Harry, who is King Charles’ younger son, and six other claimants including singer Elton John are suing Associated Newspapers over years of alleged unlawful behavior, ranging from bugging phone lines to obtaining personal health records.
Associated has rejected any wrongdoing, calling the accusations “preposterous smears” and part of a conspiracy.
Over the course of nine weeks, Harry, John and the other claimants – John’s husband David Furnish, actors Liz Hurley and Sadie ‌Frost, campaigner Doreen ‌Lawrence, and former British lawmaker Simon Hughes – will give evidence to the High Court ‌in London ⁠and be ​grilled by ‌Associated’s lawyers.
The prince is due to appear next Thursday. It will be his second such court appearance in the witness box in three years, having become the first British royal to give evidence in 130 years in 2023 in another lawsuit.
Current and former senior Associated staff, including a number of editors of national newspapers, will likewise be quizzed by the claimants’ legal team. The stakes for both sides are high, with not just the reputation of media and claimants on the line, but because legal costs are set to run into tens of millions of pounds. Critics say Harry, the Duke of Sussex, is bitter over unfavorable coverage, from partying in his youth to quarrelling with his family and leaving ⁠the UK in later years.

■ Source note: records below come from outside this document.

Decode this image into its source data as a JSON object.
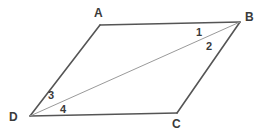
{
  "figure": {
    "kind": "geometry-diagram",
    "shape": "parallelogram-with-diagonal",
    "background_color": "#ffffff",
    "outline_color": "#555555",
    "diagonal_color": "#9a9a9a",
    "label_color": "#3a3a3a",
    "outline_width": 1.6,
    "diagonal_width": 1.0,
    "vertices": [
      {
        "name": "A",
        "label": "A",
        "x": 100,
        "y": 25
      },
      {
        "name": "B",
        "label": "B",
        "x": 240,
        "y": 22
      },
      {
        "name": "C",
        "label": "C",
        "x": 177,
        "y": 113
      },
      {
        "name": "D",
        "label": "D",
        "x": 30,
        "y": 116
      }
    ],
    "edges": [
      {
        "name": "AB",
        "from": "A",
        "to": "B",
        "style": "solid-dark"
      },
      {
        "name": "BC",
        "from": "B",
        "to": "C",
        "style": "solid-dark"
      },
      {
        "name": "CD",
        "from": "C",
        "to": "D",
        "style": "solid-dark"
      },
      {
        "name": "DA",
        "from": "D",
        "to": "A",
        "style": "solid-dark"
      }
    ],
    "diagonal": {
      "name": "DB",
      "from": "D",
      "to": "B",
      "style": "solid-light"
    },
    "angle_labels": [
      {
        "name": "angle-1",
        "label": "1",
        "at_vertex": "B",
        "between": "BA and BD"
      },
      {
        "name": "angle-2",
        "label": "2",
        "at_vertex": "B",
        "between": "BD and BC"
      },
      {
        "name": "angle-3",
        "label": "3",
        "at_vertex": "D",
        "between": "DA and DB"
      },
      {
        "name": "angle-4",
        "label": "4",
        "at_vertex": "D",
        "between": "DB and DC"
      }
    ]
  }
}
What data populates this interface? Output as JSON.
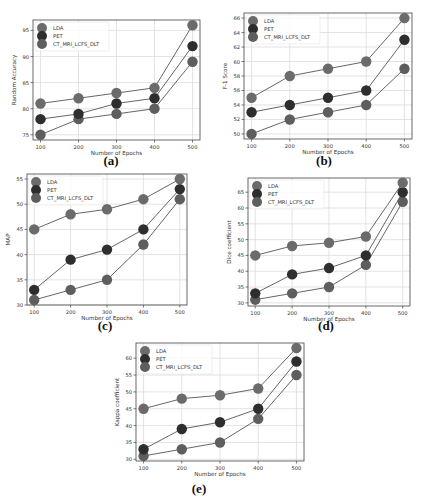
{
  "figure": {
    "legend_labels": [
      "LDA",
      "PET",
      "CT_MRI_LCFS_DLT"
    ],
    "xlabel": "Number of Epochs",
    "x_ticks": [
      100,
      200,
      300,
      400,
      500
    ]
  },
  "colors": {
    "LDA": "#6b6b6b",
    "PET": "#2e2e2e",
    "CT_MRI_LCFS_DLT": "#5e5e5e",
    "grid": "#dcdcdc",
    "axes": "#444444",
    "line": "#555555"
  },
  "chart_data": [
    {
      "id": "a",
      "caption": "(a)",
      "type": "line",
      "title": "",
      "xlabel": "Number of Epochs",
      "ylabel": "Random Accuracy",
      "x": [
        100,
        200,
        300,
        400,
        500
      ],
      "ylim": [
        74,
        97
      ],
      "y_ticks": [
        75,
        80,
        85,
        90,
        95
      ],
      "grid": true,
      "legend_position": "upper left",
      "series": [
        {
          "name": "LDA",
          "values": [
            81,
            82,
            83,
            84,
            96
          ]
        },
        {
          "name": "PET",
          "values": [
            78,
            79,
            81,
            82,
            92
          ]
        },
        {
          "name": "CT_MRI_LCFS_DLT",
          "values": [
            75,
            78,
            79,
            80,
            89
          ]
        }
      ]
    },
    {
      "id": "b",
      "caption": "(b)",
      "type": "line",
      "title": "",
      "xlabel": "Number of Epochs",
      "ylabel": "F-1 Score",
      "x": [
        100,
        200,
        300,
        400,
        500
      ],
      "ylim": [
        49.3,
        66.7
      ],
      "y_ticks": [
        50,
        52,
        54,
        56,
        58,
        60,
        62,
        64,
        66
      ],
      "grid": true,
      "legend_position": "upper left",
      "series": [
        {
          "name": "LDA",
          "values": [
            55,
            58,
            59,
            60,
            66
          ]
        },
        {
          "name": "PET",
          "values": [
            53,
            54,
            55,
            56,
            63
          ]
        },
        {
          "name": "CT_MRI_LCFS_DLT",
          "values": [
            50,
            52,
            53,
            54,
            59
          ]
        }
      ]
    },
    {
      "id": "c",
      "caption": "(c)",
      "type": "line",
      "title": "",
      "xlabel": "Number of Epochs",
      "ylabel": "MAP",
      "x": [
        100,
        200,
        300,
        400,
        500
      ],
      "ylim": [
        30,
        56
      ],
      "y_ticks": [
        30,
        35,
        40,
        45,
        50,
        55
      ],
      "grid": true,
      "legend_position": "upper left",
      "series": [
        {
          "name": "LDA",
          "values": [
            45,
            48,
            49,
            51,
            55
          ]
        },
        {
          "name": "PET",
          "values": [
            33,
            39,
            41,
            45,
            53
          ]
        },
        {
          "name": "CT_MRI_LCFS_DLT",
          "values": [
            31,
            33,
            35,
            42,
            51
          ]
        }
      ]
    },
    {
      "id": "d",
      "caption": "(d)",
      "type": "line",
      "title": "",
      "xlabel": "Number of Epochs",
      "ylabel": "Dice coefficient",
      "x": [
        100,
        200,
        300,
        400,
        500
      ],
      "ylim": [
        29,
        69.5
      ],
      "y_ticks": [
        30,
        35,
        40,
        45,
        50,
        55,
        60,
        65
      ],
      "grid": true,
      "legend_position": "upper left",
      "series": [
        {
          "name": "LDA",
          "values": [
            45,
            48,
            49,
            51,
            68
          ]
        },
        {
          "name": "PET",
          "values": [
            33,
            39,
            41,
            45,
            65
          ]
        },
        {
          "name": "CT_MRI_LCFS_DLT",
          "values": [
            31,
            33,
            35,
            42,
            62
          ]
        }
      ]
    },
    {
      "id": "e",
      "caption": "(e)",
      "type": "line",
      "title": "",
      "xlabel": "Number of Epochs",
      "ylabel": "Kappa coefficient",
      "x": [
        100,
        200,
        300,
        400,
        500
      ],
      "ylim": [
        29.5,
        64.5
      ],
      "y_ticks": [
        30,
        35,
        40,
        45,
        50,
        55,
        60
      ],
      "grid": true,
      "legend_position": "upper left",
      "series": [
        {
          "name": "LDA",
          "values": [
            45,
            48,
            49,
            51,
            63
          ]
        },
        {
          "name": "PET",
          "values": [
            33,
            39,
            41,
            45,
            59
          ]
        },
        {
          "name": "CT_MRI_LCFS_DLT",
          "values": [
            31,
            33,
            35,
            42,
            55
          ]
        }
      ]
    }
  ]
}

But supporters say it is a noble cause against sometimes immoral media.
“He seems to be motivated by a lot more than money,” said Damian Tambini, ‌an expert in media and communications regulation and policy at the London School ‍of Economics.
“He’s actually trying to, along with many of the ‍other complainants, affect change in the newspapers.”
Harry and his American wife Meghan have cited media harassment as one of the main ‍factors that led them to stepping down from royal duties and moving to California in 2020. Elton John, 77, also has history in the courts with the British press, successfully suing newspapers including the Daily Mail for libel. He received 1 million pounds ($1.34 million) from the Sun in a 1988 settlement over a false allegation about sex sessions with male prostitutes.
Having successfully sued Mirror Group Newspapers, and also won damages, an apology ​and some admission of wrongdoing from Rupert Murdoch’s News Group Newspapers (NGN), the case against Associated could be Harry’s most significant. The 130-year-old Daily Mail, renowned for championing traditional, conservative values, for decades has been one of, if not ⁠the most powerful media force within Britain and unlike the Mirror and NGN has not been embroiled in the phone-hacking scandal.
It says it gives voice to millions in “Middle England,” holding the rich, powerful and famous to account.
In 1997, it famously ran a front page denouncing five men accused of the racist killing of Black teenager Stephen Lawrence as murderers and challenging anyone to sue if that was wrong.
The case was a defining moment in race relations in Britain.
Despite that, one of those now suing the Mail is Doreen Lawrence, the mother of murdered Stephen, who says journalists tapped her phones, monitored her bank accounts and phone bills, and paid police for confidential information.
The Associated case will mark one of the final airings in court of accusations of phone-hacking which have dogged the British press for more than 20 years.
The practice of unlawfully accessing voicemails fully burst onto the public agenda in 2011, leading to the closure of Murdoch’s News of the World tabloid, the jailing of its former editor who had later worked as a communications chief for ex-Prime Minister David Cameron, and ‌a public inquiry.
Murdoch’s NGN and the Mirror Group have since both paid out hundreds of millions of pounds to victims of the unlawful activity.
If the claimants lose, Tambini said, “this could be the moment when phone hacking, finally, as a set of issues, went away.”